Do role models matter in large classes? New evidence on gender match effects in higher education
Stephan Maurer,
Guido Schwerdt and
Simon Wiederhold ()
CEP Discussion Papers from Centre for Economic Performance, LSE
Abstract:
We study whether female students benefit from being taught by female professors, and whether such gender match effects differ by class size. We use administrative records of a German public university, covering all programs and courses between 2006 and 2018. We find that gender match effects on student performance are sizable in smaller classes, but do not exist in larger classes. This difference suggests that direct and frequent interactions between students and professors are important for the emergence of gender match effects. Instead, the mere fact that one's professor is female is not sufficient to increase performance of female students.
Keywords: gender gap; role models; tertiary education; professors (search for similar items in EconPapers)
Date: 2023-01-09
New Economics Papers: this item is included in nep-edu, nep-eur and nep-ure
References: View references in EconPapers View complete reference list from CitEc
Citations: View citations in EconPapers (4)
Downloads: (external link)
https://cep.lse.ac.uk/pubs/download/dp1896.pdf (application/pdf)
Related works:
Working Paper: Do Role Models Matter in Large Classes? New Evidence on Gender Match Effects in Higher Education (2023)
Working Paper: Do role models matter in large classes? New evidence on gender match effects in higher education (2023)
Working Paper: Do Role Models Matter in Large Classes? New Evidence on Gender Match Effects in Higher Education (2023)
Working Paper: Do role models matter in large classes? New evidence on gender match effects in higher education (2023)
Working Paper: Do role models matter in large classes? New evidence on gender match effects in higher education (2023)
This item may be available elsewhere in EconPapers: Search for items with the same title.
Export reference: BibTeX
RIS (EndNote, ProCite, RefMan)
HTML/Text
Persistent link: https://EconPapers.repec.org/RePEc:cep:cepdps:dp1896
Access Statistics for this paper
More papers in CEP Discussion Papers from Centre for Economic Performance, LSE
Bibliographic data for series maintained by ().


> **Work to complete**:
Reproduce the records below in full and exactly, without their images.

> **Material shown**:
####################

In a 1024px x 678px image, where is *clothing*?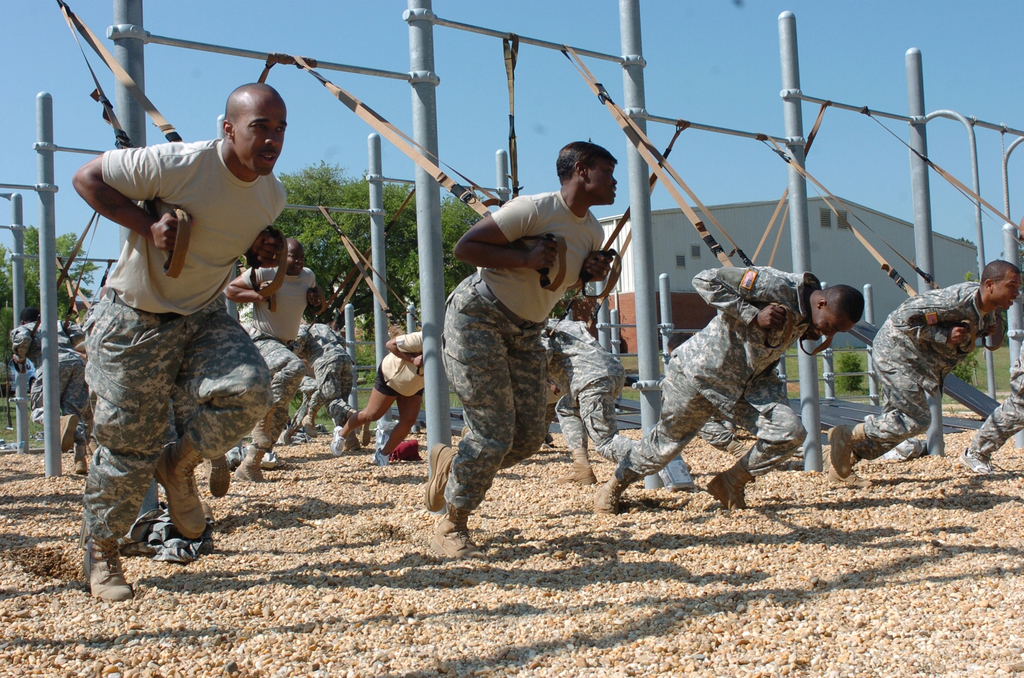
pyautogui.locateOnScreen(294, 322, 335, 415).
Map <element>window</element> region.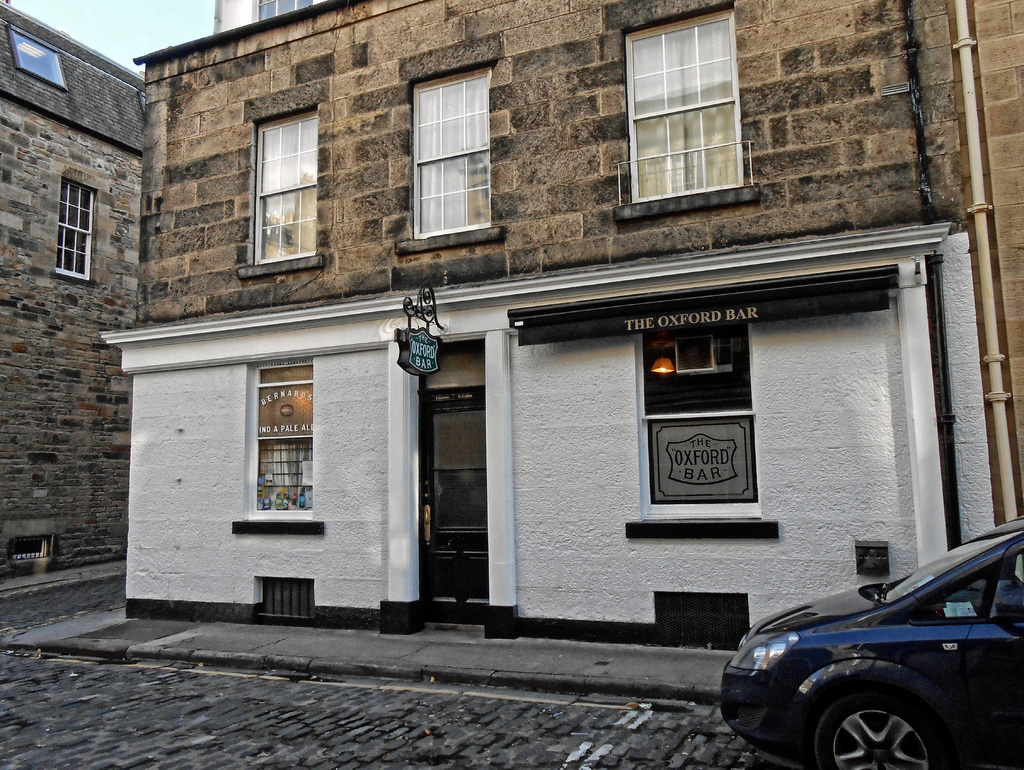
Mapped to rect(605, 7, 754, 216).
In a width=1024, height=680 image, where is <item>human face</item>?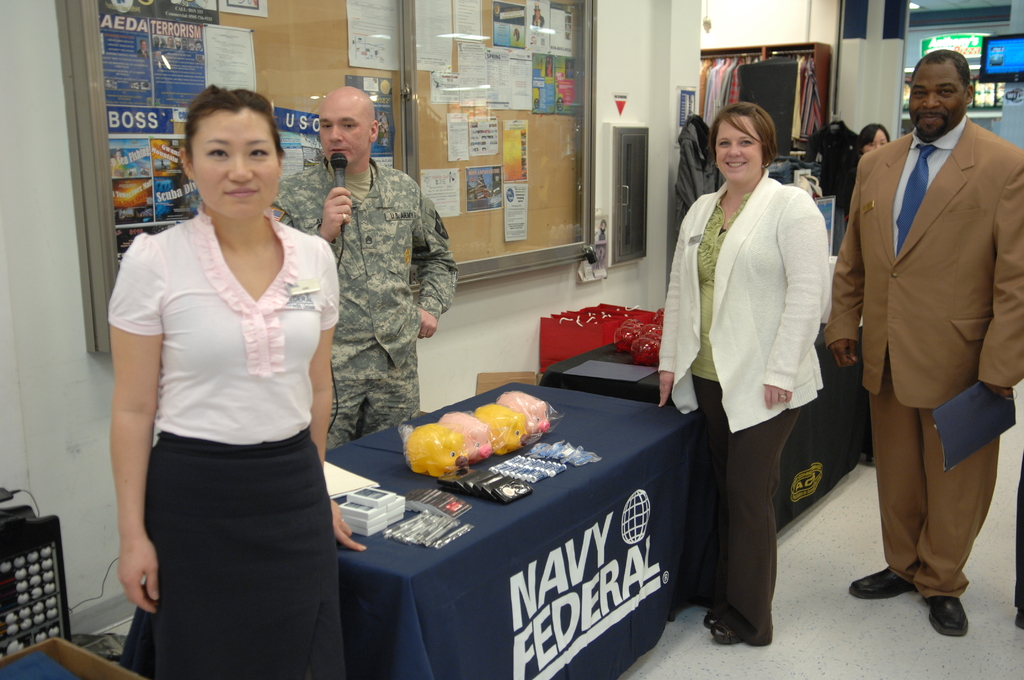
911/56/965/137.
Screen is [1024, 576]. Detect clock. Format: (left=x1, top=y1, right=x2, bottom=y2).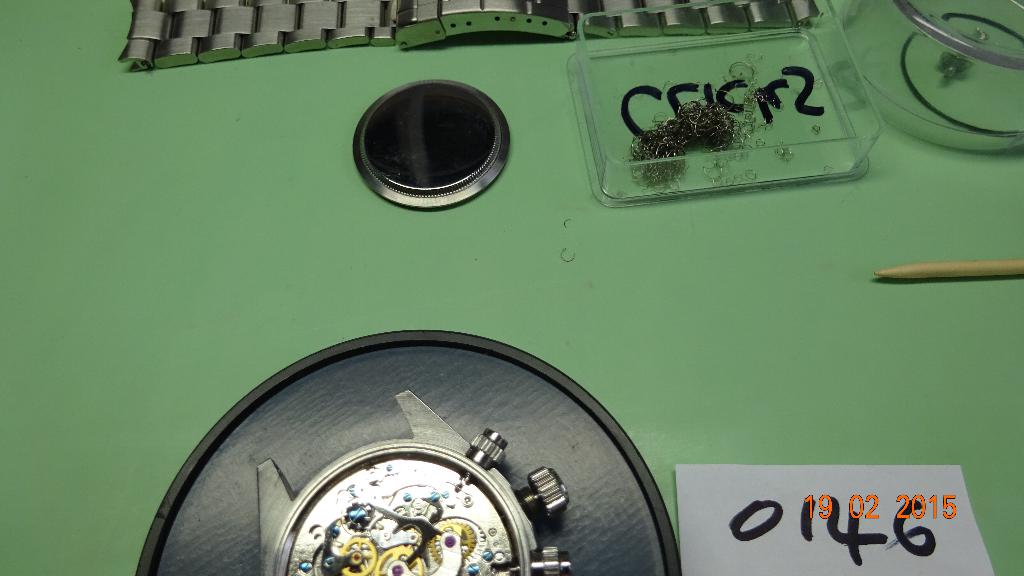
(left=153, top=316, right=680, bottom=575).
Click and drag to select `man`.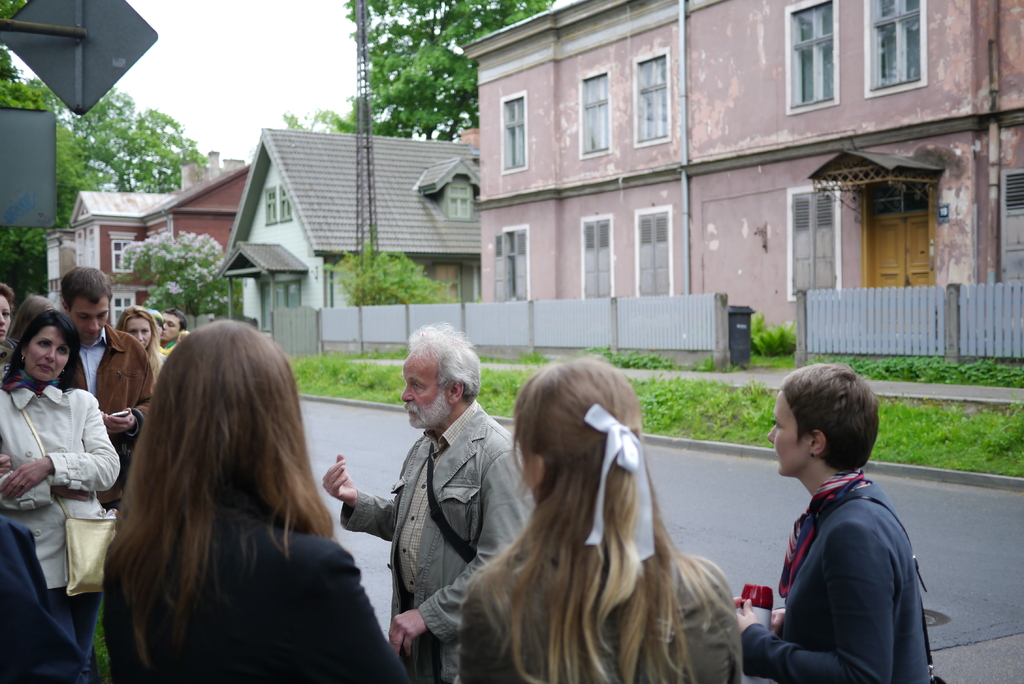
Selection: [x1=60, y1=269, x2=154, y2=510].
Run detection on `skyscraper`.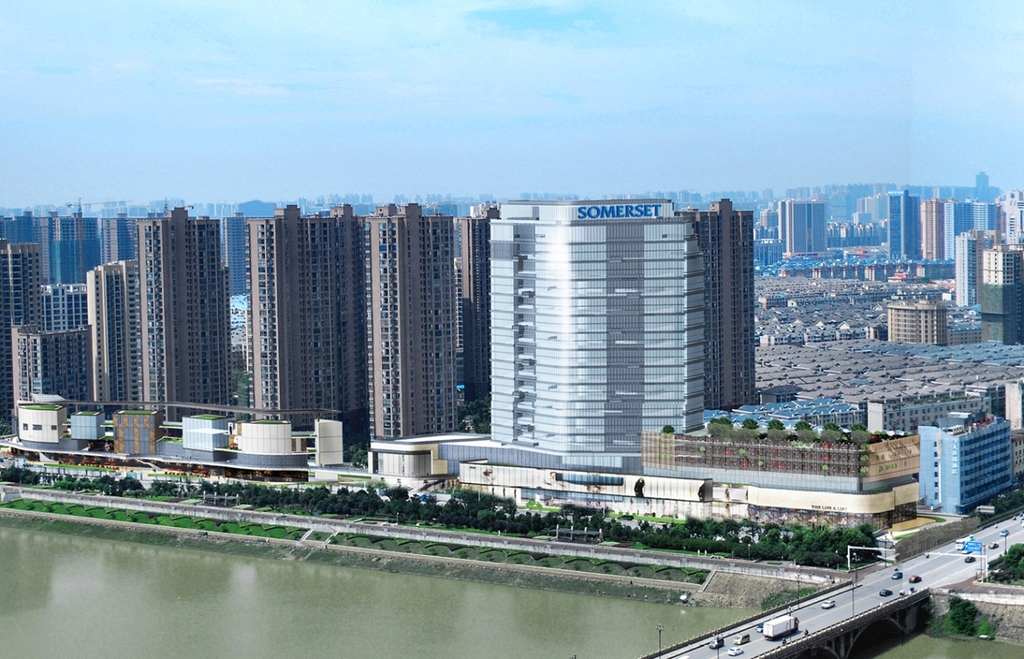
Result: 959:180:1007:228.
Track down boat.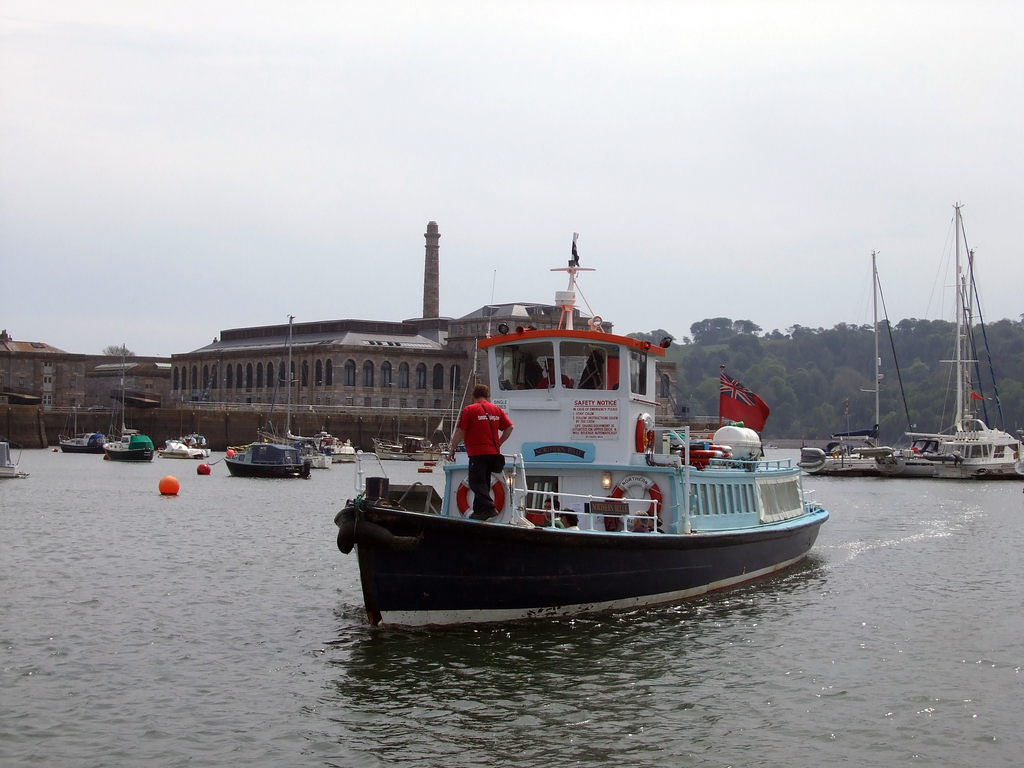
Tracked to detection(307, 431, 357, 463).
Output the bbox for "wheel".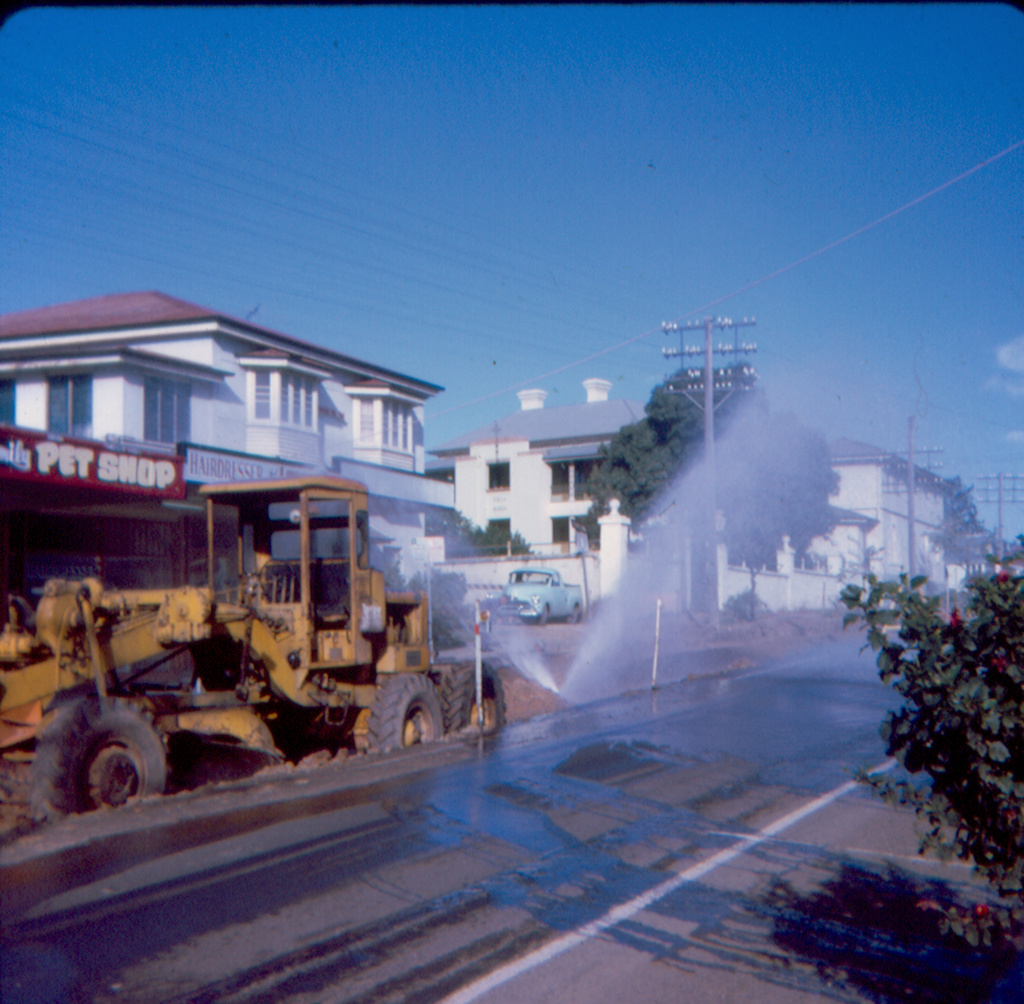
540:604:547:623.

####################

> **Completed task**:
In a 1024px x 678px image, where is *clothing*?
pyautogui.locateOnScreen(294, 322, 335, 415).
Map <element>window</element> region.
Mapped to rect(605, 7, 754, 216).
In a width=1024, height=680 image, where is <item>human face</item>?
911/56/965/137.
Screen is [1024, 576]. Detect clock. Format: (left=x1, top=y1, right=x2, bottom=y2).
(left=153, top=316, right=680, bottom=575).
Click and drag to select `man`.
Selection: [x1=60, y1=269, x2=154, y2=510].
Run detection on `skyscraper`.
Result: 959:180:1007:228.
Track down boat.
Tracked to detection(307, 431, 357, 463).
Output the bbox for "wheel".
540:604:547:623.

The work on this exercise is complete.